What will be the impression and diagnosis
Paroxysmal dry cough in a school-age child, likely infective in etiology
| Feature | Significance |
|---|---|
| Dry cough | No lower airway secretion involvement |
| Paroxysmal pattern | Repeated forceful coughing bouts |
| Facial redness | High intrathoracic pressure from repeated paroxysms - a near-pathognomonic sign |
| 5-6 days duration | Fits early paroxysmal phase |
| Age 12 years | Waning vaccine immunity makes pertussis a real risk |
| Rank | Diagnosis | Supporting Feature | Against |
|---|---|---|---|
| 1 | Pertussis (B. pertussis) | Paroxysmal dry cough, facial flushing, school-age, waning immunity | No "whoop" mentioned, no post-tussive vomiting mentioned |
| 2 | Cough-Variant Asthma | Dry persistent cough, no wheeze necessary | Asthma cough rarely causes intense facial flushing |
| 3 | Post-viral / Reactive Airway Cough | Following URI, dry irritative cough for days | Should be less paroxysmal in intensity |
| 4 | Mycoplasma pneumoniae | School-age, dry staccato cough, gradual onset | Usually has low-grade fever, malaise |
| 5 | Allergic / Atopic Cough | Dry, triggered by allergens | Usually associated with nasal symptoms |
| 6 | Habit/Psychogenic Cough | Dry barking cough in school-age | Disappears during sleep; less paroxysmal |
Pertussis (Clinical Diagnosis) ████████░░ 80%
Cough-Variant Asthma █████░░░░░ 50%
Post-viral Reactive Cough ████░░░░░░ 40%
Mycoplasma pneumoniae ███░░░░░░░ 30%
These are not mutually exclusive.

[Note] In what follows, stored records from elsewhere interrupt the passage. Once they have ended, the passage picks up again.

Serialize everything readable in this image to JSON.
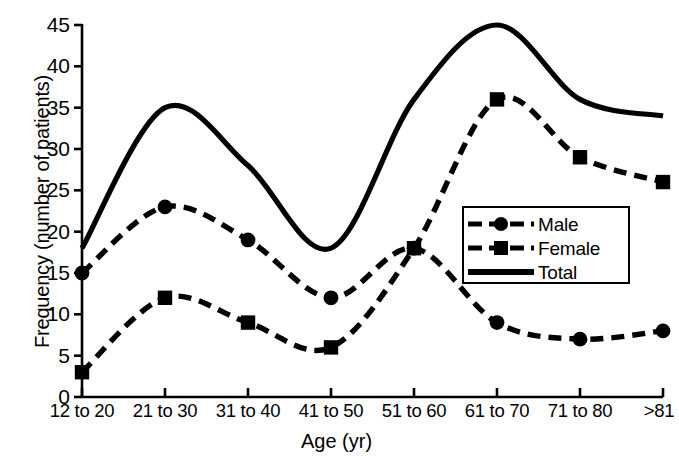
{
  "chart_data": {
    "type": "line",
    "title": "",
    "xlabel": "Age (yr)",
    "ylabel": "Frequency (number of patients)",
    "categories": [
      "12 to 20",
      "21 to 30",
      "31 to 40",
      "41 to 50",
      "51 to 60",
      "61 to 70",
      "71 to 80",
      ">81"
    ],
    "series": [
      {
        "name": "Male",
        "marker": "circle",
        "line": "dashed",
        "values": [
          15,
          23,
          19,
          12,
          18,
          9,
          7,
          8
        ]
      },
      {
        "name": "Female",
        "marker": "square",
        "line": "dashed",
        "values": [
          3,
          12,
          9,
          6,
          18,
          36,
          29,
          26
        ]
      },
      {
        "name": "Total",
        "marker": "none",
        "line": "solid",
        "values": [
          18,
          35,
          28,
          18,
          36,
          45,
          36,
          34
        ]
      }
    ],
    "ylim": [
      0,
      45
    ],
    "y_ticks": [
      "0",
      "5",
      "10",
      "15",
      "20",
      "25",
      "30",
      "35",
      "40",
      "45"
    ],
    "grid": false,
    "legend_position": "center-right",
    "line_color": "#000000"
  },
  "legend": {
    "items": [
      {
        "label": "Male"
      },
      {
        "label": "Female"
      },
      {
        "label": "Total"
      }
    ]
  },
  "caption": {
    "text": ""
  }
}
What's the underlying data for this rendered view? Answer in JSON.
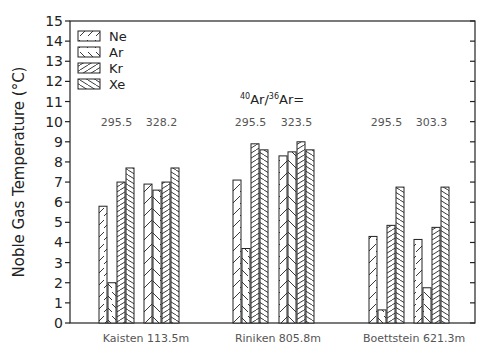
{
  "chart_data": {
    "type": "bar",
    "title": "",
    "ylabel": "Noble Gas Temperature (°C)",
    "xlabel": "",
    "ylim": [
      0,
      15
    ],
    "yticks": [
      0,
      1,
      2,
      3,
      4,
      5,
      6,
      7,
      8,
      9,
      10,
      11,
      12,
      13,
      14,
      15
    ],
    "grid": false,
    "legend_position": "top-left",
    "ratio_label": "40Ar/36Ar=",
    "series_names": [
      "Ne",
      "Ar",
      "Kr",
      "Xe"
    ],
    "locations": [
      "Kaisten 113.5m",
      "Riniken 805.8m",
      "Boettstein 621.3m"
    ],
    "groups": [
      {
        "location": "Kaisten 113.5m",
        "ratio": "295.5",
        "values": {
          "Ne": 5.8,
          "Ar": 2.0,
          "Kr": 7.0,
          "Xe": 7.7
        }
      },
      {
        "location": "Kaisten 113.5m",
        "ratio": "328.2",
        "values": {
          "Ne": 6.9,
          "Ar": 6.6,
          "Kr": 7.0,
          "Xe": 7.7
        }
      },
      {
        "location": "Riniken 805.8m",
        "ratio": "295.5",
        "values": {
          "Ne": 7.1,
          "Ar": 3.7,
          "Kr": 8.9,
          "Xe": 8.6
        }
      },
      {
        "location": "Riniken 805.8m",
        "ratio": "323.5",
        "values": {
          "Ne": 8.3,
          "Ar": 8.5,
          "Kr": 9.0,
          "Xe": 8.6
        }
      },
      {
        "location": "Boettstein 621.3m",
        "ratio": "295.5",
        "values": {
          "Ne": 4.3,
          "Ar": 0.65,
          "Kr": 4.85,
          "Xe": 6.75
        }
      },
      {
        "location": "Boettstein 621.3m",
        "ratio": "303.3",
        "values": {
          "Ne": 4.15,
          "Ar": 1.75,
          "Kr": 4.75,
          "Xe": 6.75
        }
      }
    ]
  },
  "legend": [
    {
      "name": "Ne",
      "pattern": "sparse-forward"
    },
    {
      "name": "Ar",
      "pattern": "sparse-back"
    },
    {
      "name": "Kr",
      "pattern": "dense-forward"
    },
    {
      "name": "Xe",
      "pattern": "dense-back"
    }
  ],
  "colors": {
    "line": "#222222",
    "text": "#222222",
    "annotation": "#555555",
    "background": "#ffffff"
  }
}
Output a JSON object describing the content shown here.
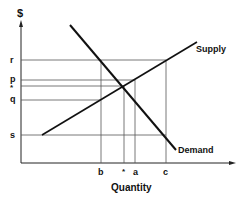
{
  "diagram": {
    "y_axis_label": "$",
    "x_axis_label": "Quantity",
    "y_ticks": [
      "r",
      "p",
      "*",
      "q",
      "s"
    ],
    "x_ticks": [
      "b",
      "*",
      "a",
      "c"
    ],
    "curves": [
      {
        "name": "Supply",
        "label": "Supply"
      },
      {
        "name": "Demand",
        "label": "Demand"
      }
    ],
    "colors": {
      "line": "#111111",
      "guide": "#555555"
    }
  }
}
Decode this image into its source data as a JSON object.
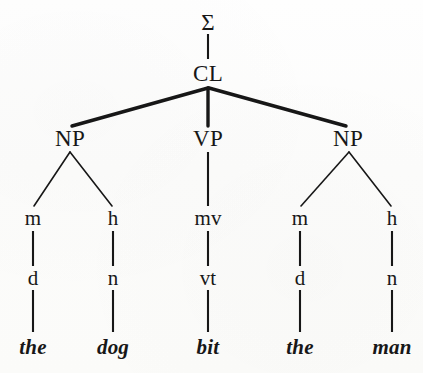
{
  "figure": {
    "name": "constituent-syntax-tree",
    "sentence": "the dog bit the man",
    "ink_color": "#171717",
    "background_color": "#fdfdfc"
  },
  "nodes": {
    "root": {
      "label": "Σ",
      "x": 208,
      "y": 22
    },
    "clause": {
      "label": "CL",
      "x": 208,
      "y": 73
    },
    "phrases": [
      {
        "label": "NP",
        "x": 70,
        "y": 138
      },
      {
        "label": "VP",
        "x": 208,
        "y": 138
      },
      {
        "label": "NP",
        "x": 348,
        "y": 138
      }
    ],
    "functions": [
      {
        "label": "m",
        "x": 33,
        "y": 218
      },
      {
        "label": "h",
        "x": 113,
        "y": 218
      },
      {
        "label": "mv",
        "x": 208,
        "y": 218
      },
      {
        "label": "m",
        "x": 300,
        "y": 218
      },
      {
        "label": "h",
        "x": 392,
        "y": 218
      }
    ],
    "categories": [
      {
        "label": "d",
        "x": 33,
        "y": 278
      },
      {
        "label": "n",
        "x": 113,
        "y": 278
      },
      {
        "label": "vt",
        "x": 208,
        "y": 278
      },
      {
        "label": "d",
        "x": 300,
        "y": 278
      },
      {
        "label": "n",
        "x": 392,
        "y": 278
      }
    ],
    "words": [
      {
        "label": "the",
        "x": 33,
        "y": 347
      },
      {
        "label": "dog",
        "x": 113,
        "y": 347
      },
      {
        "label": "bit",
        "x": 208,
        "y": 347
      },
      {
        "label": "the",
        "x": 300,
        "y": 347
      },
      {
        "label": "man",
        "x": 392,
        "y": 347
      }
    ]
  },
  "edges": {
    "thick_width": 3.4,
    "thin_width": 1.5,
    "stub_width": 2.1
  }
}
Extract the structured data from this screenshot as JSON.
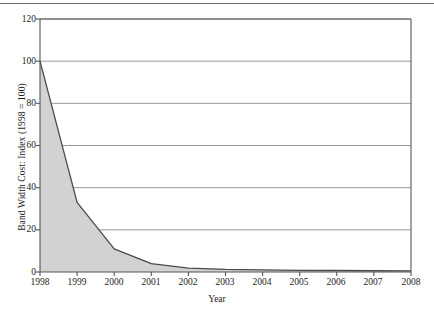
{
  "chart_data": {
    "type": "area",
    "title": "",
    "xlabel": "Year",
    "ylabel": "Band Width Cost: Index (1998 = 100)",
    "x": [
      1998,
      1999,
      2000,
      2001,
      2002,
      2003,
      2004,
      2005,
      2006,
      2007,
      2008
    ],
    "values": [
      100,
      33,
      11,
      4,
      1.8,
      1.2,
      1.0,
      0.8,
      0.7,
      0.6,
      0.5
    ],
    "series": [
      {
        "name": "Band Width Cost Index",
        "values": [
          100,
          33,
          11,
          4,
          1.8,
          1.2,
          1.0,
          0.8,
          0.7,
          0.6,
          0.5
        ]
      }
    ],
    "xlim": [
      1998,
      2008
    ],
    "ylim": [
      0,
      120
    ],
    "ytick_labels": [
      "0",
      "20",
      "40",
      "60",
      "80",
      "100",
      "120"
    ],
    "ytick_values": [
      0,
      20,
      40,
      60,
      80,
      100,
      120
    ],
    "xtick_labels": [
      "1998",
      "1999",
      "2000",
      "2001",
      "2002",
      "2003",
      "2004",
      "2005",
      "2006",
      "2007",
      "2008"
    ],
    "grid": "horizontal",
    "legend": "none",
    "fill_color": "#d2d2d2",
    "line_color": "#4a4a4a",
    "axis_color": "#555555",
    "grid_color": "#8f8f8f",
    "background_color": "#ffffff"
  }
}
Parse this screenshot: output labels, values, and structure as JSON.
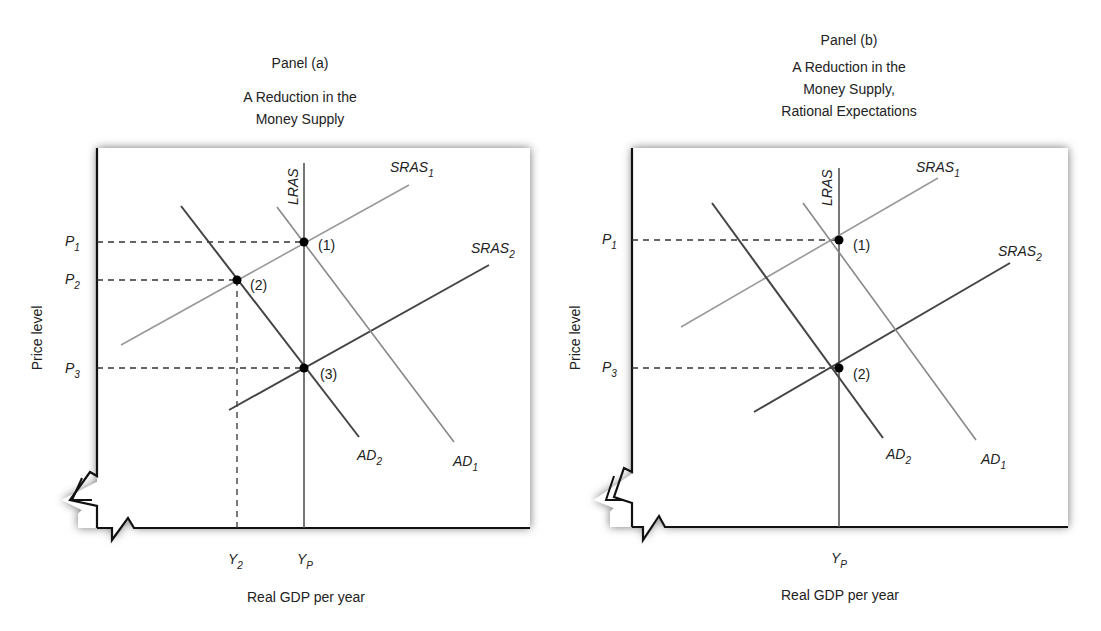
{
  "panels": [
    {
      "id": "a",
      "panel_label": "Panel (a)",
      "title_lines": [
        "A Reduction in the",
        "Money Supply"
      ],
      "y_axis_label": "Price level",
      "x_axis_label": "Real GDP per year",
      "price_ticks": [
        {
          "name": "P",
          "sub": "1"
        },
        {
          "name": "P",
          "sub": "2"
        },
        {
          "name": "P",
          "sub": "3"
        }
      ],
      "gdp_ticks": [
        {
          "name": "Y",
          "sub": "2"
        },
        {
          "name": "Y",
          "sub": "P"
        }
      ],
      "curves": {
        "lras": "LRAS",
        "sras1": {
          "name": "SRAS",
          "sub": "1"
        },
        "sras2": {
          "name": "SRAS",
          "sub": "2"
        },
        "ad1": {
          "name": "AD",
          "sub": "1"
        },
        "ad2": {
          "name": "AD",
          "sub": "2"
        }
      },
      "points": [
        "(1)",
        "(2)",
        "(3)"
      ]
    },
    {
      "id": "b",
      "panel_label": "Panel (b)",
      "title_lines": [
        "A Reduction in the",
        "Money Supply,",
        "Rational Expectations"
      ],
      "y_axis_label": "Price level",
      "x_axis_label": "Real GDP per year",
      "price_ticks": [
        {
          "name": "P",
          "sub": "1"
        },
        {
          "name": "P",
          "sub": "3"
        }
      ],
      "gdp_ticks": [
        {
          "name": "Y",
          "sub": "P"
        }
      ],
      "curves": {
        "lras": "LRAS",
        "sras1": {
          "name": "SRAS",
          "sub": "1"
        },
        "sras2": {
          "name": "SRAS",
          "sub": "2"
        },
        "ad1": {
          "name": "AD",
          "sub": "1"
        },
        "ad2": {
          "name": "AD",
          "sub": "2"
        }
      },
      "points": [
        "(1)",
        "(2)"
      ]
    }
  ],
  "colors": {
    "axis": "#111111",
    "dark_line": "#444444",
    "light_line": "#8a8a8a",
    "point": "#000000",
    "shadow": "#9a9a9a"
  }
}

Pertussis + reactive airway disease can coexist.
| Test | Confirms |
|---|---|
| Nasopharyngeal PCR for B. pertussis | Gold standard for pertussis |
| CBC - absolute lymphocyte count >10,000/µL | Strongly supports pertussis |
| Serology (Anti-pertussis IgG/IgA) | Useful after 2-3 weeks of illness |
| Spirometry / bronchodilator reversibility | Confirms asthma if pertussis excluded |
| Chest X-ray | "Shaggy heart" in pertussis; normal or hyperinflated in asthma |
DIAGNOSIS:
Probable Pertussis (Whooping Cough) - Paroxysmal Phase
[Early paroxysmal stage, Bordetella pertussis infection]
Secondary: Rule out Cough-Variant Asthma
Await: NP swab PCR B. pertussis + CBC with differential
The single most important differentiating feature in this case is the facial redness from intense paroxysmal coughing - this points strongly and almost exclusively toward pertussis among all the differentials in a 12-year-old with a dry cough of less than 1 week duration.